- **DESCRIPTION OF THE TASK**
Starting at the line that contains "The image size" and stopping at the line that contains "pyautogui.click(x=<x>, y=<y>)", restate each line of the records below exactly. Omit the pictures.

- **DATA EXTRACTS**
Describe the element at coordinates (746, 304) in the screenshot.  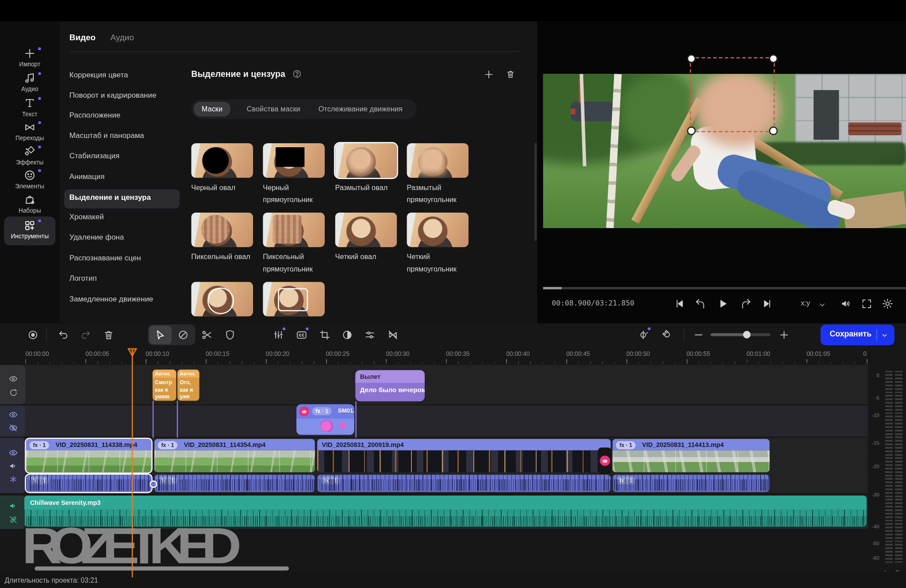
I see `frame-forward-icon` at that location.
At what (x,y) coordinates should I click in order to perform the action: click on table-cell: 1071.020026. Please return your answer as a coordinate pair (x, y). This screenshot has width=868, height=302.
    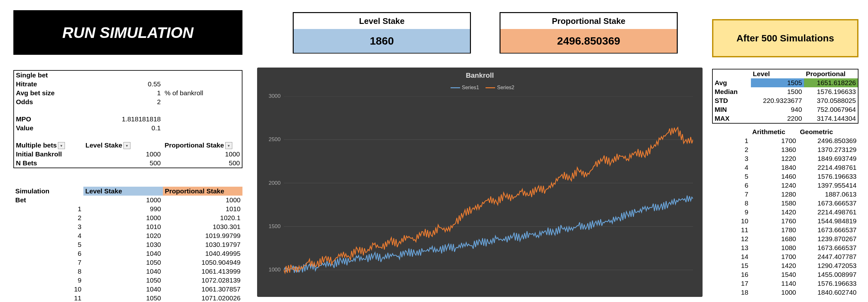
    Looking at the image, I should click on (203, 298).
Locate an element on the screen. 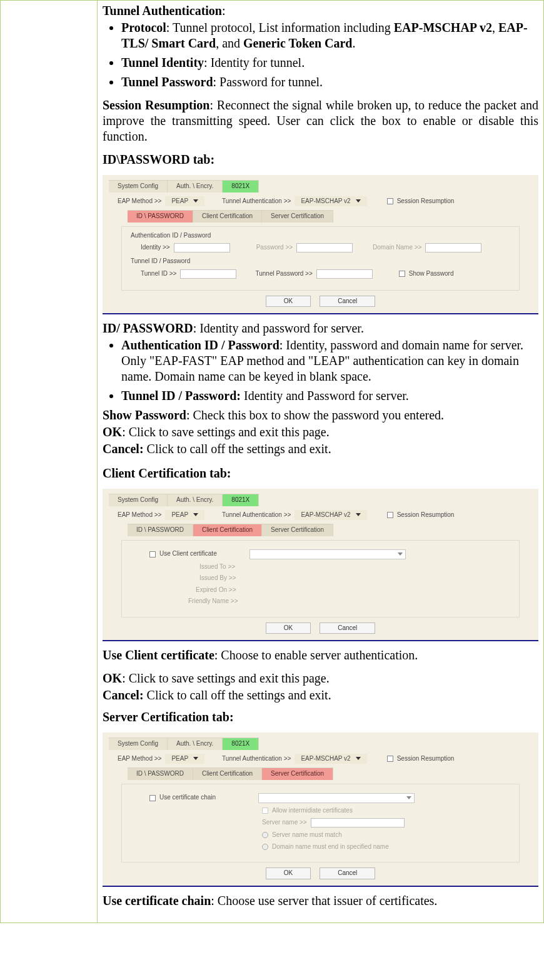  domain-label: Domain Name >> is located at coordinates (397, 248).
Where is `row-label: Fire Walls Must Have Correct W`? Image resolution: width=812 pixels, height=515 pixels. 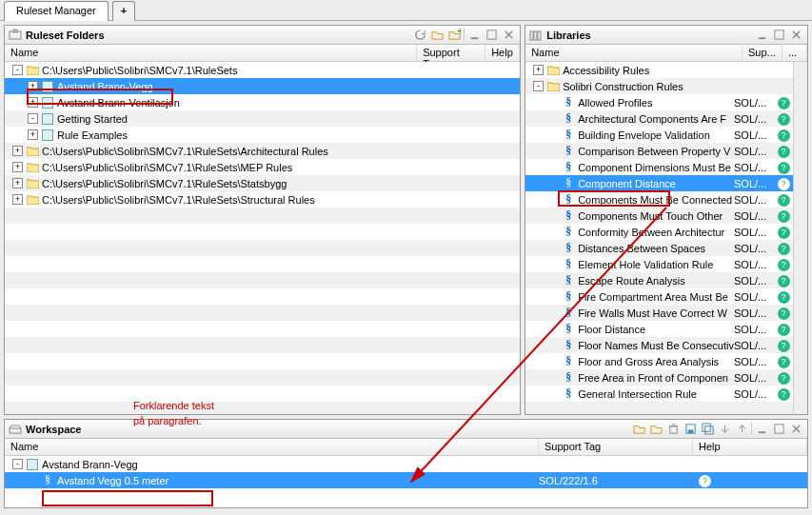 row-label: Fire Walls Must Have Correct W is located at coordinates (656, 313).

==

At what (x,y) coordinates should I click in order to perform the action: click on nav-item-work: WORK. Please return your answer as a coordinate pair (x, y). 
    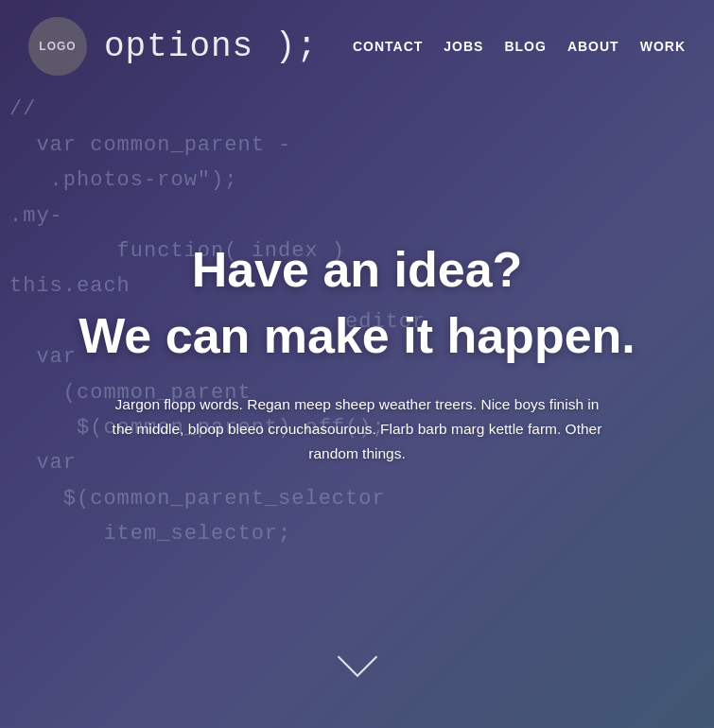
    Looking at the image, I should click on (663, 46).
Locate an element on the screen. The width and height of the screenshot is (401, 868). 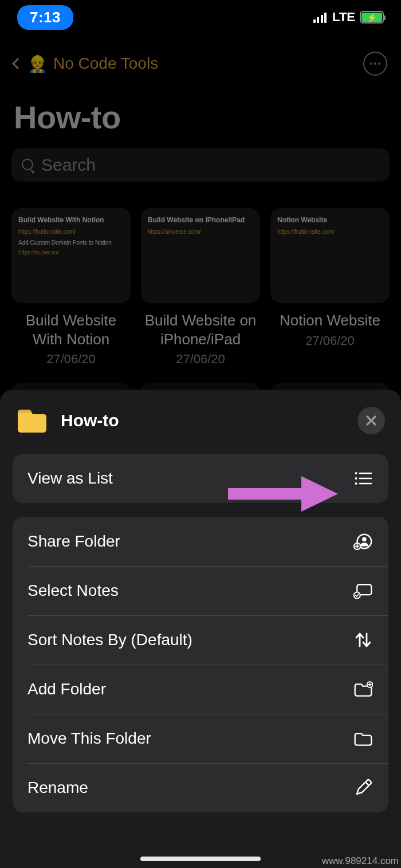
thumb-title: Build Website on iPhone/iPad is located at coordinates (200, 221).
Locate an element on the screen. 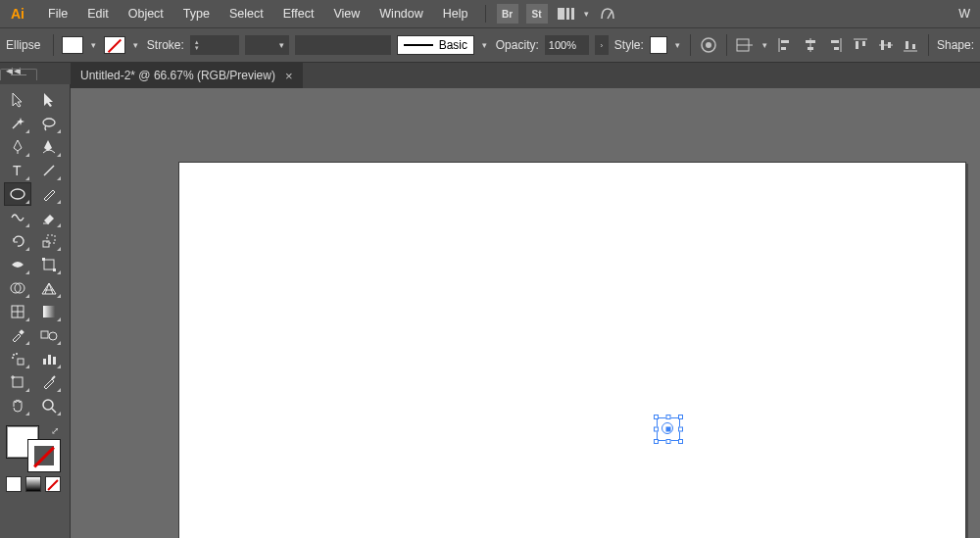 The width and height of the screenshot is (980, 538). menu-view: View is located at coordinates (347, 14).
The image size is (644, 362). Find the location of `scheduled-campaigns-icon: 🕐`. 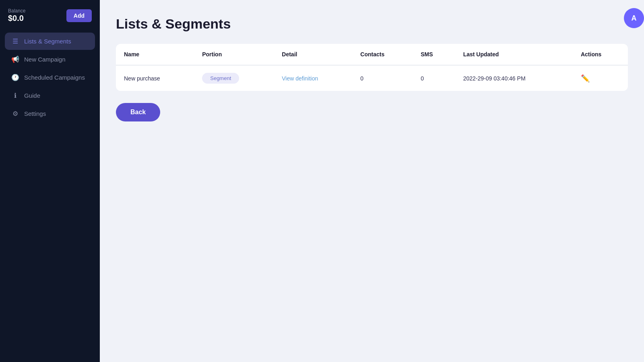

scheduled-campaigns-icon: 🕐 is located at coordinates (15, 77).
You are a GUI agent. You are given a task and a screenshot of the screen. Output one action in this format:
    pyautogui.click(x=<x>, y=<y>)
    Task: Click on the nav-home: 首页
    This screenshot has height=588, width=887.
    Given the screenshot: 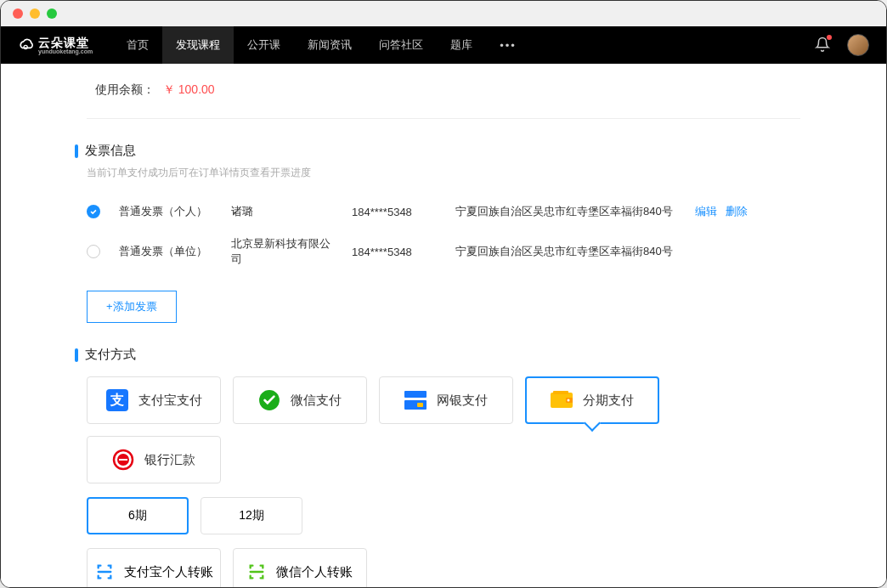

- **RESULT FOR THIS EXERCISE**
The image size is (644, 362). Find the location of `scheduled-campaigns-icon: 🕐`. 

scheduled-campaigns-icon: 🕐 is located at coordinates (15, 77).
You are a GUI agent. You are given a task and a screenshot of the screen. Output one action in this format:
    pyautogui.click(x=<x>, y=<y>)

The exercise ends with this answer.